Gap-cascade diagnosis

When a student stalls late, the visible symptom is rarely the real problem — the broken concept is usually upstream. Trace the arrows backward. Common cascades:

Late symptomUpstream concept to check first
Behavior-and-ecology arguments stay vague (Unit 08)Mammals from Unit 07 — you can't reason about social systems and adaptation without the mammalian range they draw on.
Mammal anatomy reasoning collapses (Unit 07)Fish & amphibian vertebrate anatomy from Unit 05 — the mammalian plan is modified vertebrate anatomy.
Reptile & bird adaptations don't make sense (Unit 06)Fish & amphibian anatomy from Unit 05 — amniote body plans are modified vertebrate anatomy.
Fish & amphibian anatomy confuses the student (Unit 05)Invertebrate body plans from Units 03–04 — structure-function reasoning starts with the simpler phyla and the chordate transition.

Using the graph to plan a re-attempt

The graph turns a "not yet" into a targeted re-attempt instead of a whole-unit re-teach.
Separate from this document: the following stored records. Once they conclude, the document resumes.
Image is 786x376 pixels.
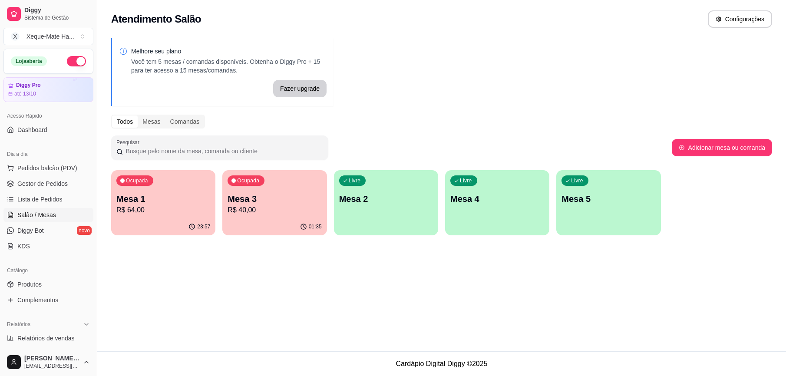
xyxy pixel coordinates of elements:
span: Diggy [24,7,90,14]
input: Pesquisar [123,147,323,155]
span: Relatórios de vendas [17,334,75,342]
span: KDS [17,242,30,250]
button: LivreMesa 5 [556,170,660,235]
p: Mesa 5 [561,193,655,205]
a: Relatório de clientes [3,347,93,361]
span: Gestor de Pedidos [17,179,68,188]
button: OcupadaMesa 1R$ 64,0023:57 [111,170,215,235]
p: Mesa 2 [339,193,433,205]
button: Adicionar mesa ou comanda [672,139,772,156]
div: Catálogo [3,263,93,277]
article: Diggy Pro [16,82,41,89]
div: Todos [112,115,138,128]
span: Produtos [17,280,42,289]
button: OcupadaMesa 3R$ 40,0001:35 [222,170,326,235]
div: Comandas [165,115,204,128]
p: Mesa 3 [227,193,321,205]
a: Dashboard [3,123,93,137]
p: Mesa 1 [116,193,210,205]
span: Complementos [17,296,58,304]
button: [PERSON_NAME] e [PERSON_NAME][EMAIL_ADDRESS][DOMAIN_NAME] [3,352,93,372]
span: [EMAIL_ADDRESS][DOMAIN_NAME] [24,362,79,369]
button: LivreMesa 2 [334,170,438,235]
span: Diggy Bot [17,226,44,235]
article: até 13/10 [14,90,36,97]
span: Dashboard [17,125,47,134]
p: Ocupada [126,177,148,184]
button: Pedidos balcão (PDV) [3,161,93,175]
a: DiggySistema de Gestão [3,3,93,24]
span: Lista de Pedidos [17,195,63,204]
label: Pesquisar [116,138,142,146]
div: Acesso Rápido [3,109,93,123]
span: X [11,32,20,41]
div: Mesas [138,115,165,128]
button: Configurações [708,10,772,28]
button: Fazer upgrade [273,80,326,97]
footer: Cardápio Digital Diggy © 2025 [97,351,786,376]
a: KDS [3,239,93,253]
p: Mesa 4 [450,193,544,205]
p: 01:35 [309,223,322,230]
a: Diggy Proaté 13/10 [3,77,93,102]
div: Dia a dia [3,147,93,161]
h2: Atendimento Salão [111,12,201,26]
p: Você tem 5 mesas / comandas disponíveis. Obtenha o Diggy Pro + 15 para ter acesso a 15 mesas/coma... [131,57,326,75]
p: Livre [349,177,361,184]
span: Salão / Mesas [17,211,56,219]
a: Gestor de Pedidos [3,177,93,191]
div: Loja aberta [11,56,47,66]
button: Select a team [3,28,93,45]
p: R$ 64,00 [116,205,210,215]
a: Relatórios de vendas [3,331,93,345]
span: Pedidos balcão (PDV) [17,164,77,172]
p: 23:57 [197,223,210,230]
p: Livre [460,177,472,184]
p: Ocupada [237,177,259,184]
span: Relatórios [7,321,30,328]
a: Lista de Pedidos [3,192,93,206]
span: Sistema de Gestão [24,14,90,21]
p: R$ 40,00 [227,205,321,215]
a: Produtos [3,277,93,291]
span: [PERSON_NAME] e [PERSON_NAME] [24,355,79,362]
p: Livre [571,177,583,184]
a: Diggy Botnovo [3,224,93,237]
a: Complementos [3,293,93,307]
div: Xeque-Mate Ha ... [26,32,74,41]
button: Alterar Status [67,56,86,66]
p: Melhore seu plano [131,47,326,56]
button: LivreMesa 4 [445,170,549,235]
a: Salão / Mesas [3,208,93,222]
When a student fails a downstream demonstration:

  1. Trace backward to the upstream node the symptom points to.
  2. Re-attempt the upstream concept first — close the gap at its source, not where it surfaced.
  3. Then re-run the downstream demonstration. Often it passes without any re-teaching of the downstream unit at all, because the cascade is resolved.

This is also where the integration guide matters: some zoology concepts lean on a reading or observation skill from another spoke — keying out a specimen with a dichotomous key, reading a distribution map — not on an upstream zoology unit. When the upstream zoology node looks solid but the student still stalls, check the cross-disciplinary dependency before re-teaching the zoology.